GRANITE BENCH AS MOISTURE SEEPED into her jeans. She almost stood, but slumped back instead, figuring a wet ass was the least of her worries.
The waiting was brutal.
She checked her watch for the hundredth time, almost convinced Dylan wasn’t going to call, when the phone lit up, its unfamiliar ring causing every muscle in her body to tense.
With shaking hands, she brought the receiver to her ear. “Hello.”
“Sophie?” Deep and calm, but with an underlying edge of controlled anger.
She had rehearsed this conversation a thousand times, but the reality of hearing his voice erased all rational thought. “I’m sorry,” she whispered. “This was a bad idea—”
“Don’t you dare hang up on me, or—”
“Or what?” The hairs on the back of her neck stood on end. His arrogant tone flooded her with unpleasant memories. “You’ll hunt me down like a rabid animal? Been there. Done that.”
“You’ve held on to your anger well, Sophie, yet I’m the one who’s never seen my son’s face.”
She swallowed hard, clutching the phone with both hands. “You gave me no other choice.”
“Not true.” His tone dropped dangerously low. “You could have stayed.”
“As a prisoner.”
“No,” he growled.
“As my wife.”
“Is there a difference?”
Silence filled their tenuous connection, thick and vile, poisoned by mutual betrayals.
A muffled sound followed, as if Dylan had pressed the receiver into something soft to hide his reaction.
“I’m sorry,” she whispered. “I didn’t call you for this.”
“What’s my son’s name?”
Her breath caught in her throat. Such a simple question . . . and yet it held agonizing impact. “Joshua.”
“Joshua,” he repeated in a low tone. “A good name. Is he well?”
“He’s beautiful,” she said with a heavy heart. “He’s the reason I called. I need to ask you something.”
A slight hesitation. “What’s wrong?”
“Josh has been,” Sophie chose her words carefully, “acting
odd
lately. And not the normal teenager odd.”
“What are you suggesting?”
“I’m suggesting that he may have inherited more of his father than I had hoped.”
A long pause. “Are you talking from a cell line?”
She understood his concern. “I can call you from another phone.”
“No,” he snapped, and then softened his tone. “You need to bring my son home. If what you’re suggesting is true, it’s a dangerous time for him.”
She felt dizzy, nauseated, panic edging to the surface. “How dangerous?”
“He could die.”
Her heart clenched with the worst kind of pain. It was what she had feared most. “What can I do?”
“Come home,” Dylan coaxed. “I can help him . . . before it’s too late.”
An overwhelming apprehension drove her to make an unplanned offer. “We can meet you somewhere.”
He didn’t answer immediately, the predator having sensed her fear—using it well to sway her decision. “He needs to be around his own kind now. Are you willing to risk his life because of your hatred for me?”
“You’re so clueless,” she snapped, letting all her painful memories fill those few words.
“Then enlighten me.”
“It’s irrelevant now.” She closed her eyes, weighing her options. Her son’s welfare, as always, influenced her decisions. However, Sophie had a distinct advantage over the last time she’d been in Rhuddin Village; she was not the same naïve woman that Dylan once knew. She was older now, wiser, and had learned how to defend herself and those she loved.
Quite well, in fact. “Is the lake house still available?”
“It can be.”
“I need a few days to clear things up.”
“You must come now,” he said, his voice firm. “A few days may be too late.”
“I’ll be there tomorrow,” she conceded, not liking the fact that it revealed a hint to her proximity. She had others to protect. “We’ll be there in the evening.” She calculated the travel time in her head and added six hours.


» About this task
After finding the line with "The image size is (1254, 622).", restate it and each remaining line of the material word for word, omitting every picture.

=== Provided records ===

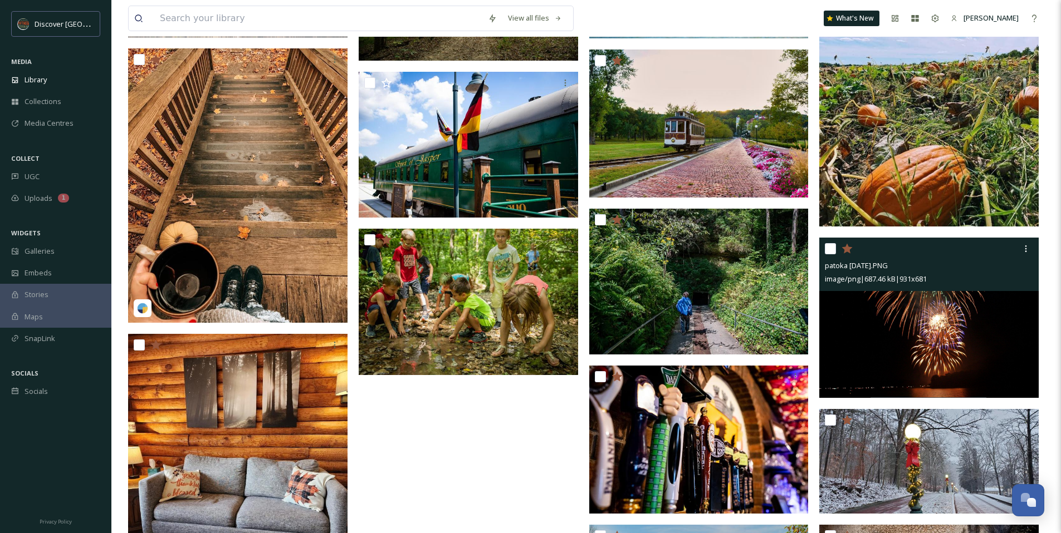  I want to click on img: SIN-logo.svg, so click(23, 24).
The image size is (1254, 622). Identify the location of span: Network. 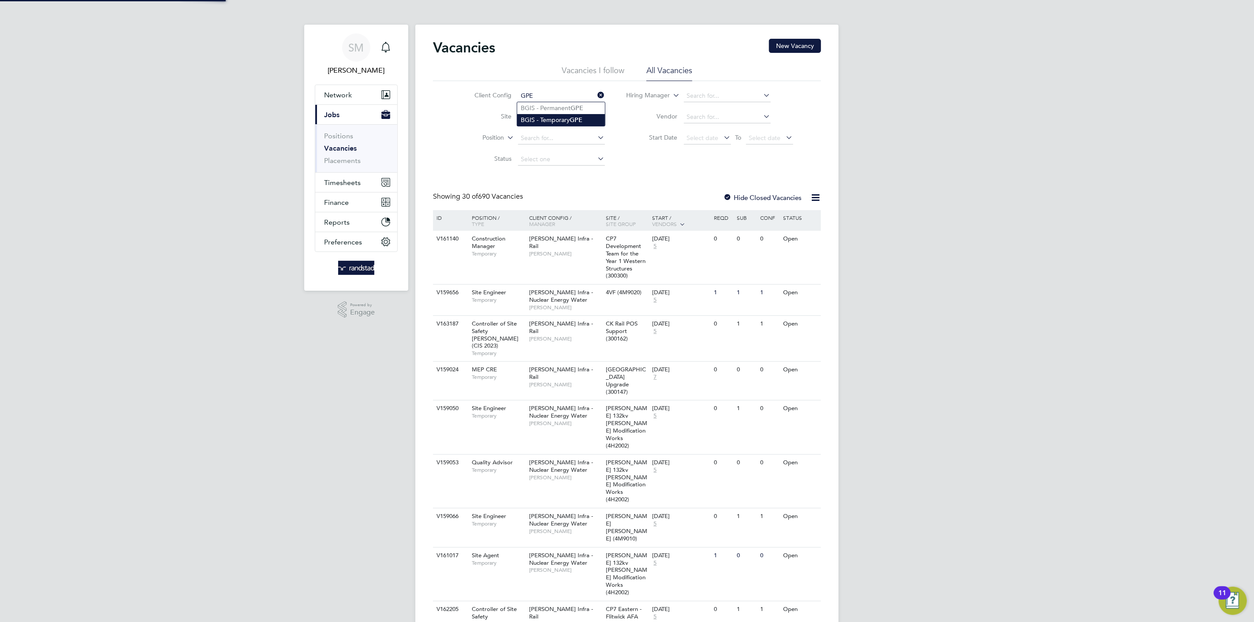
(338, 95).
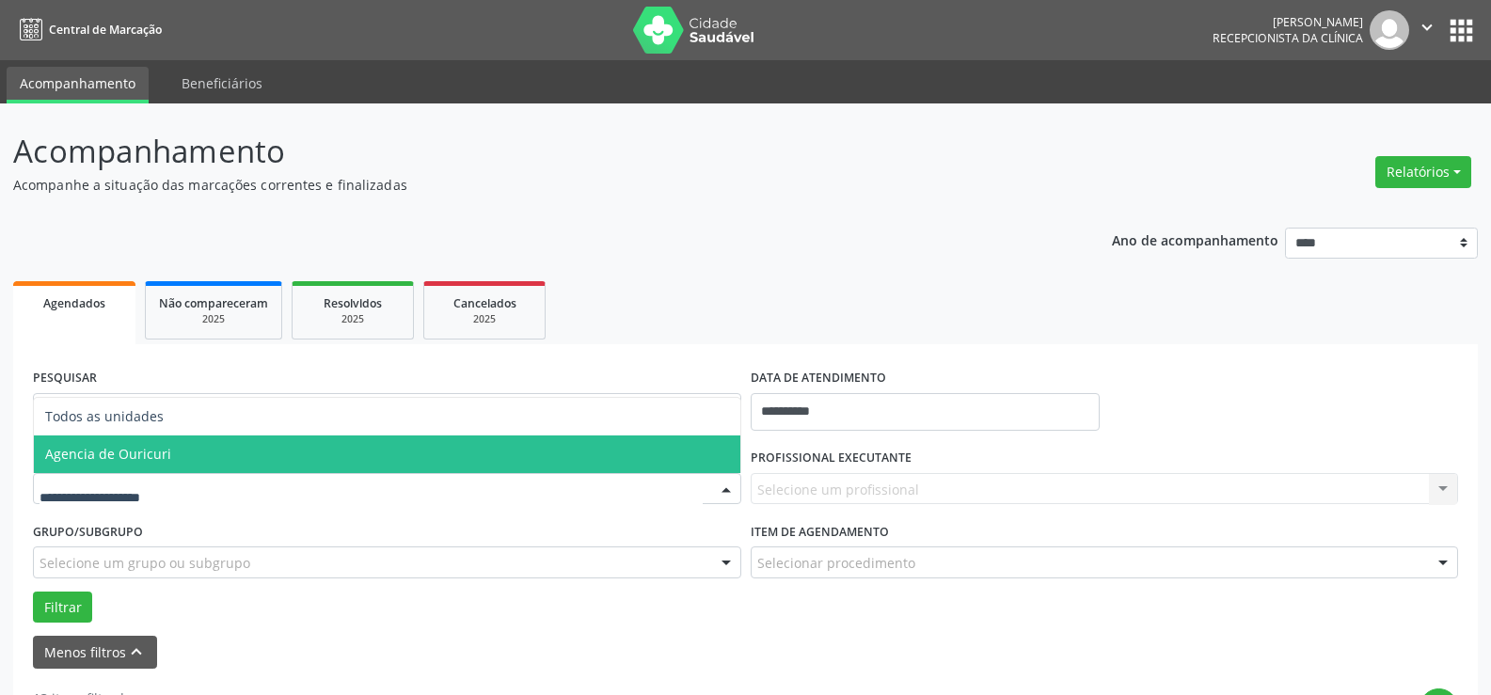  I want to click on span: Agencia de Ouricuri, so click(108, 454).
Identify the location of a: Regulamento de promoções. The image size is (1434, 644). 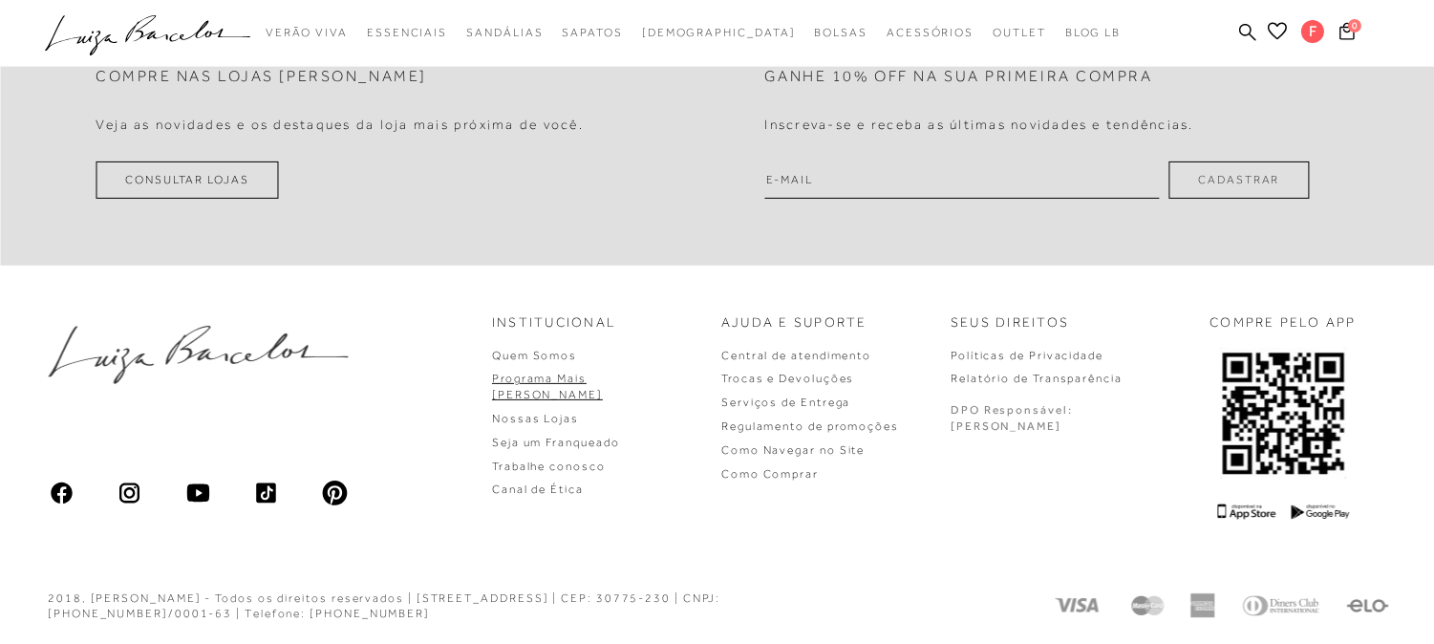
(810, 426).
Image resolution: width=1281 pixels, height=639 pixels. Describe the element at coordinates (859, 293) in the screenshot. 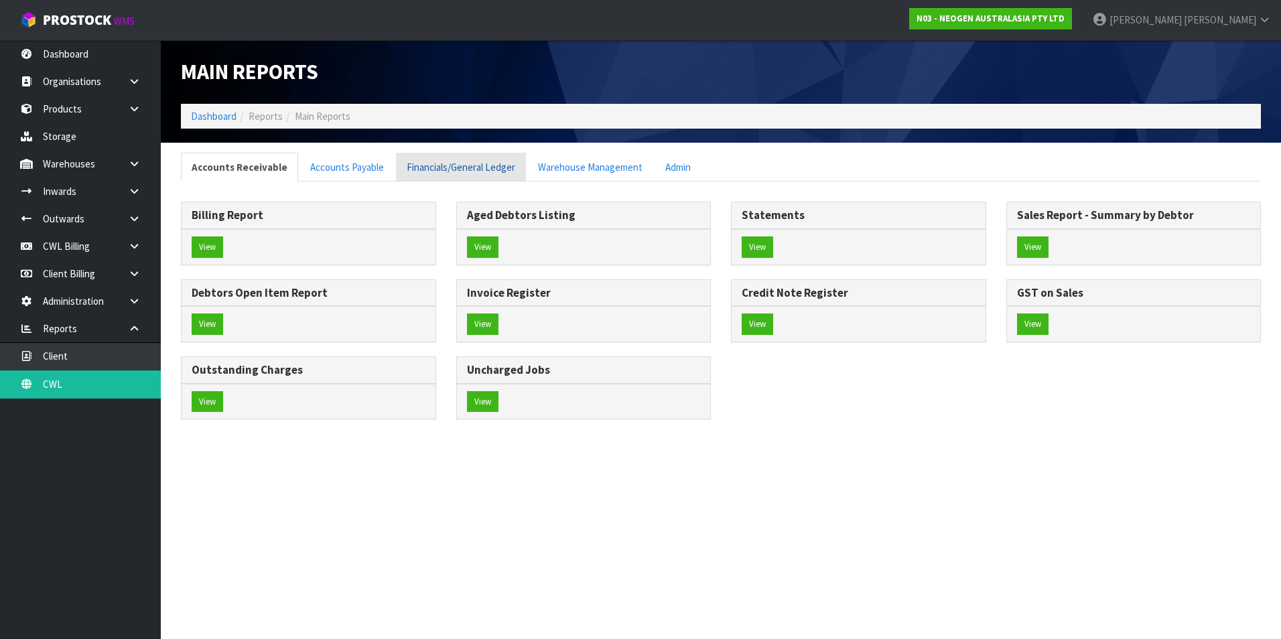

===

» Result below
The image size is (1254, 622). Identify the location of span: Network. 
(338, 95).
  I want to click on span: Agencia de Ouricuri, so click(108, 454).
Identify the location of a: Regulamento de promoções. The image size is (1434, 644). 
(810, 426).
Image resolution: width=1281 pixels, height=639 pixels. Describe the element at coordinates (859, 293) in the screenshot. 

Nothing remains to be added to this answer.